CIS summit in Chisinau ends with signing of documents, chairmanship transfer

DUSHANBE, October 10, 2009, Asia-Plus  — The CIS summit in the Moldavian capital Chisinau ended with the signing of several documents and the CIS chairmanship transfer from Moldova to Russia. According to Russia’s Itar-Tass, CIS Executive Committee Chairman Sergey Lebedev said, “A key document signed by delegation heads is a joint action plan of anti-crisis […]

Payrav Chorshanbiyev

DUSHANBE, October 10, 2009, Asia-Plus  — The CIS summit in the Moldavian capital Chisinau ended with the signing of several documents and the CIS chairmanship transfer from Moldova to Russia.

According to Russia’s Itar-Tass, CIS Executive Committee Chairman Sergey Lebedev said, “A key document signed by delegation heads is a joint action plan of anti-crisis measures presented by Russian Vice-Premier and Finance Minister Aleksey Kudrin.”  The chiefs of state also decided the pronounce 2010 the Year of Veterans and to prepare for celebrations of the 65

th

anniversary of VE-Day.

In all, 22 documents were summit at the Chisinau summit.  “The signed documents aim to enlarge multifaceted cooperation in the CIS and to promote practical results of the decisions made in the economy, migration, energy and other spheres,” Lebedev said.

The CIS leaders agreed to deepen humanitarian integration and security cooperation and to continue optimization of CIS activity. They approved additional measures for strengthening border security and signed some other documents.

Prime Minister Oqil Oqilov represented Tajikistan at the CIS summit that was held in Chisinau on October 9.  We will recall that the leaders of Kazakhstan, Turkmenistan and Uzbekistan have also sent their regrets and these countries will be represented by lower-level delegations.

In the meantime, the October 9 October “RFE/RL News” article “Russia Facing Resistance with Allies on CIS’s Southern Flank” by Bruce Pannier noted that Russia”s relations with the three states that make up the southern flank of the Commonwealth Of Independent States — Uzbekistan, Tajikistan, and Turkmenistan — have suffered severe setbacks of late.

Uzbekistan has annoyed the Kremlin by scaling back its participation in Russian-led security organizations, and by passing a customs law that promises to heavily tax Russian companies involved in production-sharing agreements that deal with the export of Uzbek natural gas.

According to the article, Tajikistan allegedly wants Russia to pay rent on military bases Kremlin forces have used since the closing days of World War II and recent incidents involving some of those Russian troops have angered Tajik communities.

Turkmenistan is unhappy with the state of its natural-gas dealings with Moscow and is awaiting the reopening of a key gas pipeline that exploded in early April and for which it blames Russia”s Gazprom.

The decision not to attend by Kazakh President Nursultan Nazarbayev — who is perhaps the biggest booster of the CIS, after Russia — came as a complete surprise in Astana and his office offered no explanation for the move.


:: What needs to be done ::
From the line containing "Search the screen for musical instrument." to the end of the records below, output each line exactly; include both ends and nothing else.
====== Source information ======
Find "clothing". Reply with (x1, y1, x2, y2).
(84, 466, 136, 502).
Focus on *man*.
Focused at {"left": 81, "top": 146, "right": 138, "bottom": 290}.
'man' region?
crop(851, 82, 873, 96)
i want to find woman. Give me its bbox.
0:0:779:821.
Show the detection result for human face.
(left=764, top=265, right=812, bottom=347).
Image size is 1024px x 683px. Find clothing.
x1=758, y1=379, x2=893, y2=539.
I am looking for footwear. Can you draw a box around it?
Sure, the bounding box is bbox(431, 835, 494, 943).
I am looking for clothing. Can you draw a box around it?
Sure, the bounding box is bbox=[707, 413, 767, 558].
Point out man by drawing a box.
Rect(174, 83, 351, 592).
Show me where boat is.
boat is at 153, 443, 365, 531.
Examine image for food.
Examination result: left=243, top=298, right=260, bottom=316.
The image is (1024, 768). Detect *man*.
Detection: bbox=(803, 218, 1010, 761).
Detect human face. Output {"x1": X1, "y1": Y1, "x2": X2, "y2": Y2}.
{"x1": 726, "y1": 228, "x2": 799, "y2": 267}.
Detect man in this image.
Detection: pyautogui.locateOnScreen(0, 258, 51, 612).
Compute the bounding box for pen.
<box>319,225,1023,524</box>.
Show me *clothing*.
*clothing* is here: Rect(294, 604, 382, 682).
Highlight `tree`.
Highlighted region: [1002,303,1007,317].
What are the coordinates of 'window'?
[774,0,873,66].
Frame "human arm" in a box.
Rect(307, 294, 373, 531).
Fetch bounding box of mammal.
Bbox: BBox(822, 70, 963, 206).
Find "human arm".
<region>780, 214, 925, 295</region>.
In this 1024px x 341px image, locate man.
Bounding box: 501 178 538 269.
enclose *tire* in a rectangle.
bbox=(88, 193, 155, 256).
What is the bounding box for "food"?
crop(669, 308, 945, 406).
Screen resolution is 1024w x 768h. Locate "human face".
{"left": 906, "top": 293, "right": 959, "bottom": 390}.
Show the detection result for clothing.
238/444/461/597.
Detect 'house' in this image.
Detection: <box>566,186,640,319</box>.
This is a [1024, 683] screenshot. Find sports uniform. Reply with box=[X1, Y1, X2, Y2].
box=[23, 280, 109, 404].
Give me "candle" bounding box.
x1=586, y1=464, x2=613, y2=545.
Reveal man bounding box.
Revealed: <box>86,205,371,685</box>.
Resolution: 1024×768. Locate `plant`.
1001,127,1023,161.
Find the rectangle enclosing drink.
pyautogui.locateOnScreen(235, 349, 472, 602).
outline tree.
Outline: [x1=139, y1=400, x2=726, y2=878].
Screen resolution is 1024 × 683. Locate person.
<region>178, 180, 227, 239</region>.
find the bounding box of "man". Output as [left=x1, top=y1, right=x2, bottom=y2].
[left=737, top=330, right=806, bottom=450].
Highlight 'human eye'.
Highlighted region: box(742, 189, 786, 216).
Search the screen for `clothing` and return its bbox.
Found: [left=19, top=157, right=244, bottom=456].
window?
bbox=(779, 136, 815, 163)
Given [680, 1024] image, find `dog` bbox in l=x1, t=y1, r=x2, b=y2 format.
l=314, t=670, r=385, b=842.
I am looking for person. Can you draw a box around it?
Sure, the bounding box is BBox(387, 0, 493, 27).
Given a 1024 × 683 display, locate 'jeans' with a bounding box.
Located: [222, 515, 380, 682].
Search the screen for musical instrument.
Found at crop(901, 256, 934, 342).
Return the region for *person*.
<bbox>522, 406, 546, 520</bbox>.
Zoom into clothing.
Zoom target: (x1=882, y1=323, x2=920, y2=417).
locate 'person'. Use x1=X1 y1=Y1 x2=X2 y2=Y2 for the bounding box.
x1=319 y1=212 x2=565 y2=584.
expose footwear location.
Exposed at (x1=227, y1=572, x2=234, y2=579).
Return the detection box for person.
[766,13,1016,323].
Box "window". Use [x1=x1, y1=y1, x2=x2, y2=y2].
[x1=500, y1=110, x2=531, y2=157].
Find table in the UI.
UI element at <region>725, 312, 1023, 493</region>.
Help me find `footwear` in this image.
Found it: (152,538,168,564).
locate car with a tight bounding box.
======
:: Answer to the problem ::
Search the screen for musical instrument.
Found at crop(901, 256, 934, 342).
Return the region for *person*.
<bbox>522, 406, 546, 520</bbox>.
Zoom into clothing.
Zoom target: (x1=882, y1=323, x2=920, y2=417).
locate 'person'. Use x1=X1 y1=Y1 x2=X2 y2=Y2 for the bounding box.
x1=319 y1=212 x2=565 y2=584.
expose footwear location.
Exposed at (x1=227, y1=572, x2=234, y2=579).
Return the detection box for person.
[766,13,1016,323].
Box "window". Use [x1=x1, y1=y1, x2=x2, y2=y2].
[x1=500, y1=110, x2=531, y2=157].
Find table in the UI.
UI element at <region>725, 312, 1023, 493</region>.
Help me find `footwear` in this image.
Found it: (152,538,168,564).
locate car with a tight bounding box.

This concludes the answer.